Under constant surveillance by the KGB, Guilsher became a master of disguise. He drove to the U.S. Embassy for a dinner engagement, then left through a back door and climbed into another car.
“While still in the vehicle,” Mr. Royden wrote in the CIA report, Guilsher “changed out of his western clothes and made himself look as much as possible like a typical, working-class Russian by putting on a Russian hat and working-class clothes, taking a heavy dose of garlic, and splashing some vodka on himself.”
Guilsher then walked or rode buses and subways to his secret meetings. He later went back to the embassy and emerged from the front door in a diplomat’s suit and tie.
They met more than a dozen times, as Tolkachev turned over hundreds of rolls of film and written specifications of Soviet aircraft, missile systems, and electronics. In return, he asked for medicine, books, Western razor blades, and rock ‘n’ roll tapes for his teen-age son. He requested a poison pill, in case he should be caught by the KGB, but the CIA said no.
Tolkachev also asked Guilsher for antique jewelry and money, suggesting that “several million dollars is not too fantastic a price.” In the end, the CIA agreed to pay him a stipend “equivalent to the salary of the U.S. President,” with most of it held in escrow for the time when Tolkachev would defect. It turned out to be a bargain.

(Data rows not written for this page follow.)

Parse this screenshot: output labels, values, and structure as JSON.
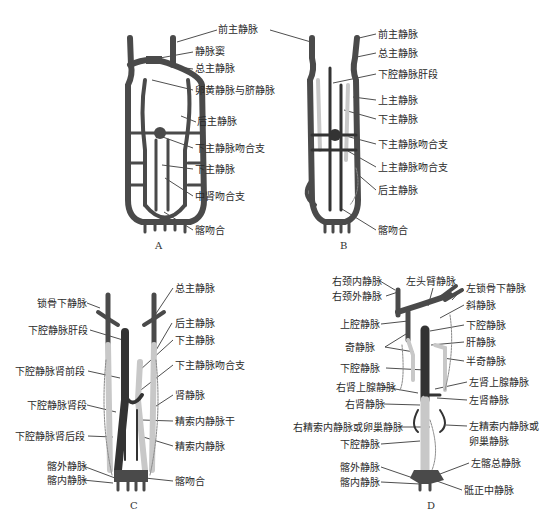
{
  "panels": {
    "A": {
      "letter": "A",
      "labels": [
        "前主静脉",
        "静脉窦",
        "总主静脉",
        "卵黄静脉与脐静脉",
        "后主静脉",
        "下主静脉吻合支",
        "下主静脉",
        "中肾吻合支",
        "髂吻合"
      ]
    },
    "B": {
      "letter": "B",
      "labels": [
        "前主静脉",
        "总主静脉",
        "下腔静脉肝段",
        "上主静脉",
        "下主静脉",
        "下主静脉吻合支",
        "上主静脉吻合支",
        "后主静脉",
        "髂吻合"
      ]
    },
    "C": {
      "letter": "C",
      "labels_left": [
        "锁骨下静脉",
        "下腔静脉肝段",
        "下腔静脉肾前段",
        "下腔静脉肾段",
        "下腔静脉肾后段",
        "髂外静脉",
        "髂内静脉"
      ],
      "labels_right": [
        "总主静脉",
        "后主静脉",
        "下主静脉",
        "下主静脉吻合支",
        "肾静脉",
        "精索内静脉干",
        "精索内静脉",
        "髂吻合"
      ]
    },
    "D": {
      "letter": "D",
      "label_top": "左头臂静脉",
      "labels_left": [
        "右颈内静脉",
        "右颈外静脉",
        "上腔静脉",
        "奇静脉",
        "下腔静脉",
        "右肾上腺静脉",
        "右肾静脉",
        "右精索内静脉或卵巢静脉",
        "下腔静脉",
        "髂外静脉",
        "髂内静脉"
      ],
      "labels_right": [
        "左锁骨下静脉",
        "斜静脉",
        "下腔静脉",
        "肝静脉",
        "半奇静脉",
        "左肾上腺静脉",
        "左肾静脉",
        "左精索内静脉或",
        "卵巢静脉",
        "左髂总静脉",
        "骶正中静脉"
      ]
    }
  },
  "colors": {
    "vein_dark": "#4a4a4a",
    "vein_light": "#c8c8c8",
    "line": "#222222"
  }
}
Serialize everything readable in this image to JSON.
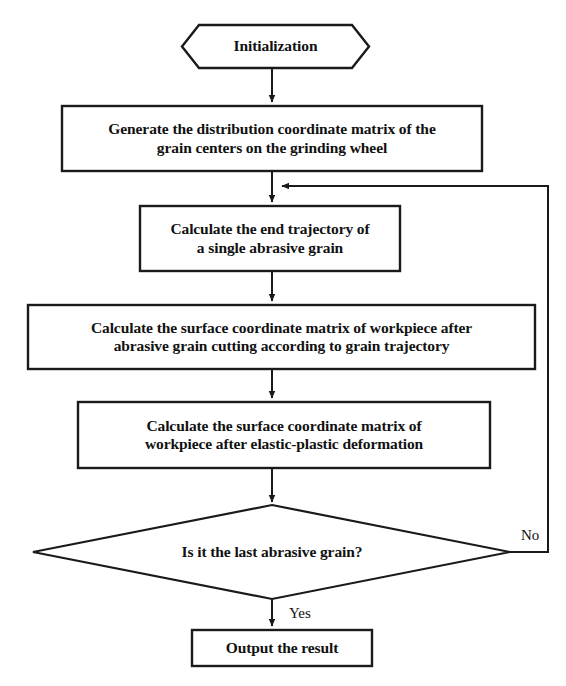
{
  "diagram": {
    "type": "flowchart",
    "width": 566,
    "height": 686,
    "stroke_color": "#1a1a1a",
    "fill_color": "#ffffff",
    "text_color": "#111111"
  },
  "nodes": {
    "start": {
      "shape": "hexagon",
      "label": "Initialization"
    },
    "step1": {
      "shape": "rectangle",
      "label": "Generate the distribution coordinate matrix of the\ngrain centers on the grinding wheel"
    },
    "step2": {
      "shape": "rectangle",
      "label": "Calculate the end trajectory of\na single abrasive grain"
    },
    "step3": {
      "shape": "rectangle",
      "label": "Calculate the surface coordinate matrix of workpiece after\nabrasive grain cutting according to grain trajectory"
    },
    "step4": {
      "shape": "rectangle",
      "label": "Calculate the surface coordinate matrix of\nworkpiece after elastic-plastic deformation"
    },
    "decision": {
      "shape": "diamond",
      "label": "Is it the last abrasive grain?"
    },
    "end": {
      "shape": "rectangle",
      "label": "Output the result"
    }
  },
  "edges": {
    "start_to_step1": {
      "label": ""
    },
    "step1_to_step2": {
      "label": ""
    },
    "step2_to_step3": {
      "label": ""
    },
    "step3_to_step4": {
      "label": ""
    },
    "step4_to_decision": {
      "label": ""
    },
    "decision_no_loop": {
      "label": "No"
    },
    "decision_yes": {
      "label": "Yes"
    }
  }
}
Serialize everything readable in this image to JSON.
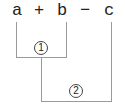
{
  "expression": {
    "tokens": [
      "a",
      "+",
      "b",
      "−",
      "c"
    ]
  },
  "steps": [
    {
      "label": "1",
      "spans": [
        "a",
        "b"
      ]
    },
    {
      "label": "2",
      "spans": [
        "result of 1",
        "c"
      ]
    }
  ],
  "colors": {
    "line": "#9a9a9a",
    "text": "#222222"
  }
}
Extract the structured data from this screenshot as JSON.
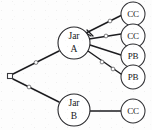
{
  "figure": {
    "type": "probability-tree-diagram",
    "title": "",
    "background_color": "#fdfdfd",
    "line_color": "#1d1d20",
    "node_fill": "#ffffff"
  },
  "nodes": {
    "root": {
      "id": "root",
      "label": "",
      "shape": "small-square",
      "x": 10,
      "y": 76,
      "size": 5
    },
    "jars": [
      {
        "id": "jar-a",
        "label_line1": "Jar",
        "label_line2": "A",
        "x": 74,
        "y": 43,
        "r": 16
      },
      {
        "id": "jar-b",
        "label_line1": "Jar",
        "label_line2": "B",
        "x": 74,
        "y": 110,
        "r": 16
      }
    ],
    "leaves": [
      {
        "id": "leaf-a-1",
        "label": "CC",
        "x": 133,
        "y": 14,
        "r": 12,
        "parent": "jar-a"
      },
      {
        "id": "leaf-a-2",
        "label": "CC",
        "x": 133,
        "y": 36,
        "r": 12,
        "parent": "jar-a"
      },
      {
        "id": "leaf-a-3",
        "label": "PB",
        "x": 133,
        "y": 56,
        "r": 12,
        "parent": "jar-a"
      },
      {
        "id": "leaf-a-4",
        "label": "PB",
        "x": 133,
        "y": 77,
        "r": 12,
        "parent": "jar-a"
      },
      {
        "id": "leaf-b-1",
        "label": "CC",
        "x": 133,
        "y": 111,
        "r": 12,
        "parent": "jar-b"
      }
    ]
  },
  "edges": [
    {
      "id": "edge-root-jar-a",
      "from": "root",
      "to": "jar-a",
      "label": "",
      "has_marker": true
    },
    {
      "id": "edge-root-jar-b",
      "from": "root",
      "to": "jar-b",
      "label": "",
      "has_marker": true
    },
    {
      "id": "edge-jar-a-leaf-1",
      "from": "jar-a",
      "to": "leaf-a-1",
      "label": "",
      "has_marker": true
    },
    {
      "id": "edge-jar-a-leaf-2",
      "from": "jar-a",
      "to": "leaf-a-2",
      "label": "",
      "has_marker": true
    },
    {
      "id": "edge-jar-a-leaf-3",
      "from": "jar-a",
      "to": "leaf-a-3",
      "label": "",
      "has_marker": false
    },
    {
      "id": "edge-jar-a-leaf-4",
      "from": "jar-a",
      "to": "leaf-a-4",
      "label": "",
      "has_marker": true
    },
    {
      "id": "edge-jar-b-leaf-1",
      "from": "jar-b",
      "to": "leaf-b-1",
      "label": "",
      "has_marker": false
    }
  ]
}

“From January 1979 until June 1980, Tolkachev had provided an extremely high volume of incredibly valuable intelligence to the US military,” Mr. Royden wrote in the CIA report. “This information could have meant the difference between victory and defeat, should a military confrontation with the USSR have occurred.”
In mid-1980, Guilsher left Moscow for another assignment. His espionage role was never discovered by the KGB. “He had made Tolkachev feel confident,” the CIA account concluded, “and the two had become comfortable with each other in the dangerous endeavor in which they were involved.”
Tolkachev continued to meet other American operatives periodically until early 1985, when a rogue CIA officer named Edward Lee Howard, who was fired for theft and abusing drugs, identified Tolkachev and other secret agents to Soviet authorities. Tolkachev was arrested in June 1985 and executed in September 1986.
“My husband had so much admiration for Tolkachev,” Catherine Guilsher said. “He took it very heavily.”
Howard disappeared into the Soviet Union and died mysteriously in 2002 at age 50.
Guilsher worked at the CIA until 1990, then continued as a consultant on Russian matters for the agency until last year. He was 77 when he died April 4 of pancreatic cancer at his home in Arlington, Va.
In addition to his wife of 50 years, survivors include three children, Michael Guilsher of Birmingham, Ala., Anne Guilsher of Arlington, and Alexandra Guilsher of New Marlborough, Mass.; a sister; and two grandchildren.